As television goes, the stakes could hardly be higher. The jewel in the crown of the BBC's spring programming, six hour-long episodes in the prime Sunday-evening slot and, what's more, from a book by John Le Carré.

February 25, 2016 12:03
The Night Manager's lead actor Tom Hiddleston and director Susanne Bier.

By

David Robson,

David Robson

5 min read

As television goes, the stakes could hardly be higher. The jewel in the crown of the BBC's spring programming, six hour-long episodes in the prime Sunday-evening slot and, what's more, from a book by John Le Carré. It's half a lifetime - nearly 40 years - since Tinker, Tailor, Soldier, Spy and Alec Guinness's Smiley but the resonance lives on.

The Night Manager, which continues this weekend, is a world away from that. No more cold war. This is an epic of complicated intrigue, violence and badness in modern times. The cast is stellar, the budget big. If a mini-series can feel like a maxi-series, this is it.

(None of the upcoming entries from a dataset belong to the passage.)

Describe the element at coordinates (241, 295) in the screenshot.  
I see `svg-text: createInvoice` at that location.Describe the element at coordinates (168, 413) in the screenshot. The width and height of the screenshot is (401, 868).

The producers wanted it to have the cinematic quality of a feature film, which indeed it has. Very few television dramas look like this. And how would you get that? By signing up an Oscar-winning director. Meet Susanne Bier, vivacious, engaging, amusing, Danish, Jewish, highly impressive maker of 15 films over the past 25 years, among them In A Better World, the Academy of Motion Pictures best foreign-language film of 2010.

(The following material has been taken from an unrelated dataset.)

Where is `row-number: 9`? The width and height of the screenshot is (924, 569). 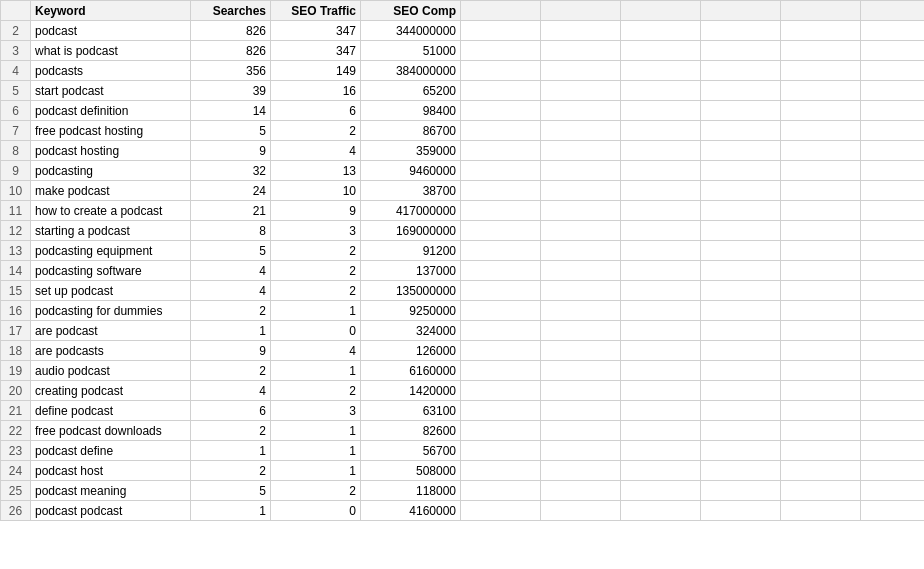 row-number: 9 is located at coordinates (16, 171).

It must be quite a thing winning an Oscar. "It's a big thing,'' she says. ''On the night, it's all so chaotic, so wild, so crazy and you have that golden statue in your hand. There's something solid about it. It gives you a certain confidence. When, like all other artists, I get into a black hole and I ask myself how will I actually solve the issue I'm dealing with, I can always remind myself I did it in the past so it will probably work out.